Creative Commons enters Egypt via GeekFest Cairo

Daily News Egypt
5 Min Read

Alongside the Nile in Sawy Culture Wheel’s River Hall, some 200 artists, musicians, web-designers and other techies gathered on Saturday to “talk geek” in a conversation loosely organized around a series of presentations on online media and its varied applications.

Described as “an offline social for online people,” GeekFest Cairo 1.0 aimed to facilitate networking and creative exchange among internet-savvy Cairenes and their peers around the world.

If it is difficult to put a label on this gathering, it is because it is conscientiously unorganized. The event was designed to be carried out in an ad-hoc fashion, in accordance with open source culture’s ideal of creative borrowing and repackaging content to assemble a product greater than the sum of its parts. GeekFest is to social networking what Flexihours are to software companies: a purposefully loose organization of time, space and collaboration aimed at engineering conditions conducive to creativity and innovation.

The event’s subject matter is correspondingly broad: presenters discuss the use of social media for social change, explain Creative Commons and open source culture, examine trends in new media, recall lessons learned from failed internet startups, and strategize on the use of technology to create and disseminate art.

The mood is lively and the crowd buzzes with feedback, engaging presenters face-to-face and also weighing in via a live twitter feed which is projected in view of the audience. Many presentations are shorter than the question and answer sessions which follow. Music spliced together by “Geeky DJ” DIJIT thunders through the hall during breaks.

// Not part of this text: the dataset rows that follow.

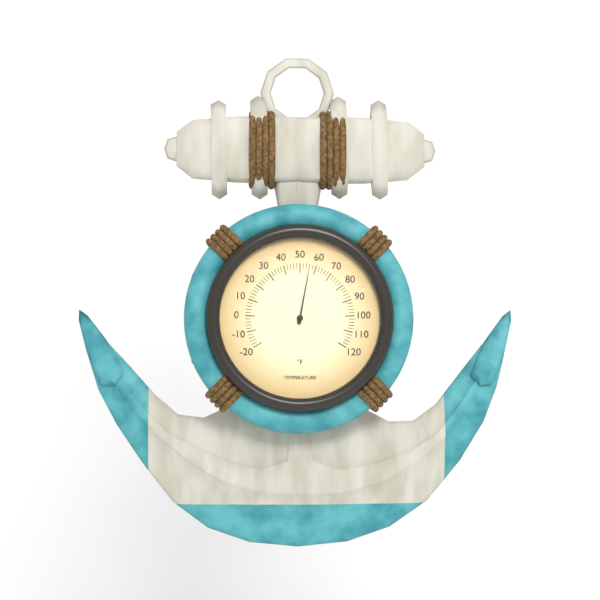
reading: 56 °F
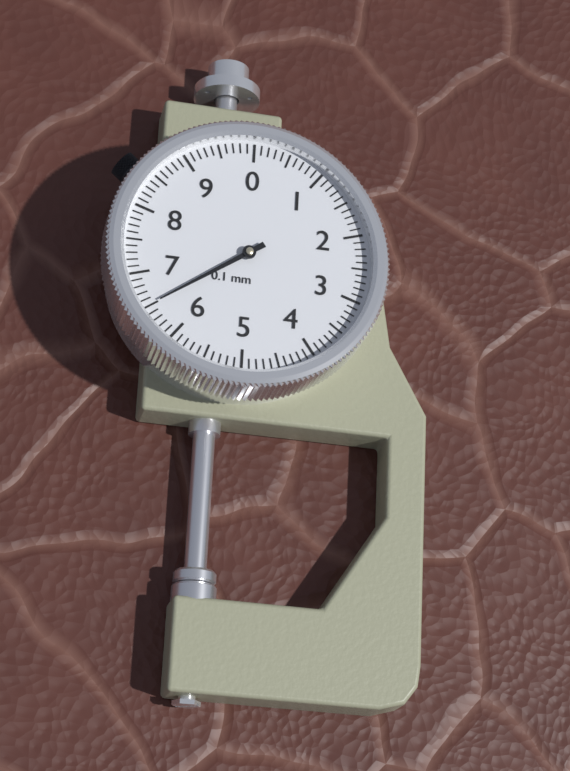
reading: 6.5 mm
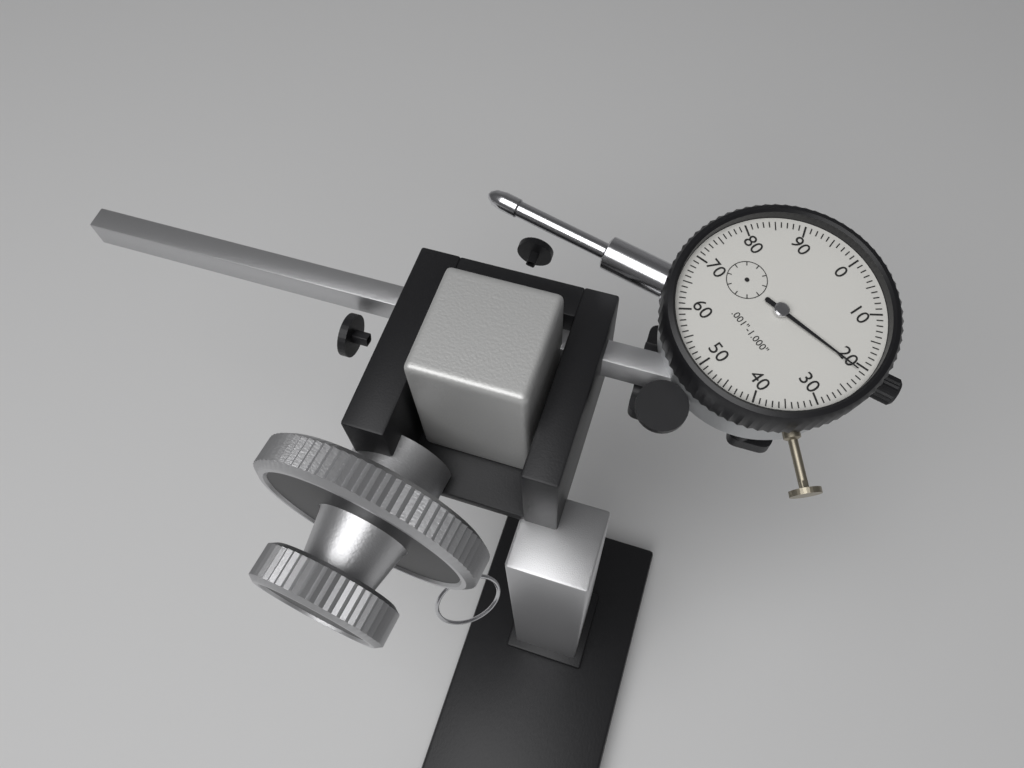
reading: 0.021 in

According to organizer Naeema Zarif, the event is without precedent in Egypt. It is the first event to be held in Egypt licensed by Creative Commons, a nonprofit organization which provides free licenses and other legal tools to entertainers, journalists, organizations and even governments, enabling free distribution of online content in a way that is consistent with the rules of copyright.

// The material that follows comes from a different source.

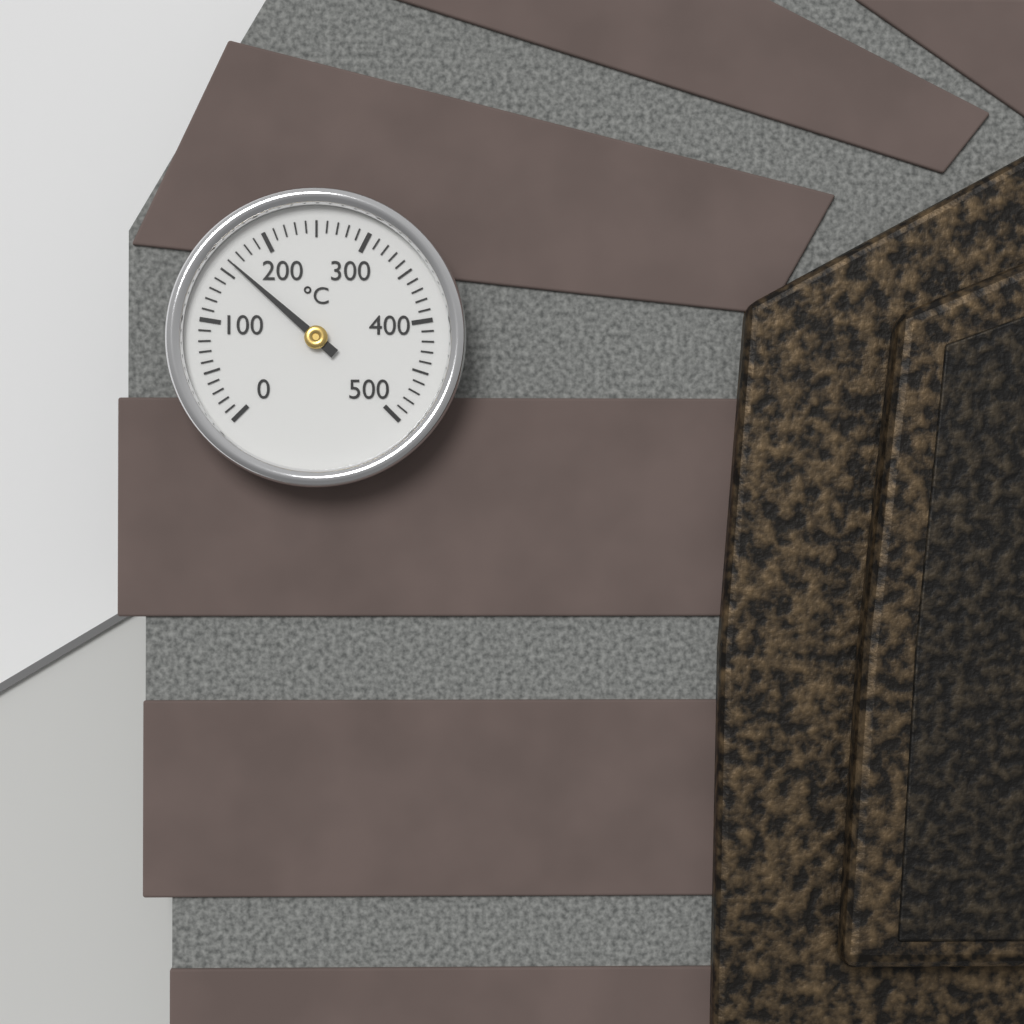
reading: 160 °C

Zarif also emphasized that the event is unique insofar as it receives no corporate or organizational funding and is made possible entirely by in-kind and individual donations coupled with the work of volunteers. “Things don’t usually happen like this in Egypt, events are not held without sponsorship,” she said.

Conceptualized by blogger Alexander Mcnabb (http://fakeplasticsouks.blogspot.com/), the first GeekFest was held in Dubai, followed by events in Beirut and Amman. Subsequent events have been held in these locations, and future events are being organized in Alexandria and Damascus.

Since its inception, the event series has expanded from its original focus on internet-based entrepreneurs to incorporate a wider group of artists, musicians, journalists, and others who are linked by their use of the internet to “create, educate, entertain, inform, or just play around.”

This broadening is reflected in three key building blocks now incorporated into all events: GeekTalks, TechnoCases and ArtStuff.

GeekTalks are presentations on areas or issues of interest to attendees. The event’s ethic of informality and flexibility is in evidence even within this element of structure — in theory, presenters are not limited in their choice of a topic. (In practice, topics at GeekFest held in Cairo focused on the various applications of online media.)

Instead of a schedule there is an unordered list of presenters, each of whom gauge their presentation according to audience participation and reaction, and tailor timing and content accordingly.

TechnoCases (technology showcases) provide companies with a platform to exhibit IT products to GeekFest attendees. McNabb stresses that showcasing a product does not confer rights of sponsorship. “They’re not an invitation to scream slogans or brand the event,” he says, but rather a chance to “engage with an audience of highly influential online thought-leaders in a dialogue.”

ArtStuff was included spontaneously at early at GeekFest events, but now represents an essential element of each event. Wherever possible, the art — be it graffiti, visual art, photography, music, or something else — is rendered in digital form for display.

Notwithstanding these broad criteria, says Mcnabb, GeekFest is “just a big room full of smart people who have stuff that is interesting, engaging and even possibly visionary to discuss.”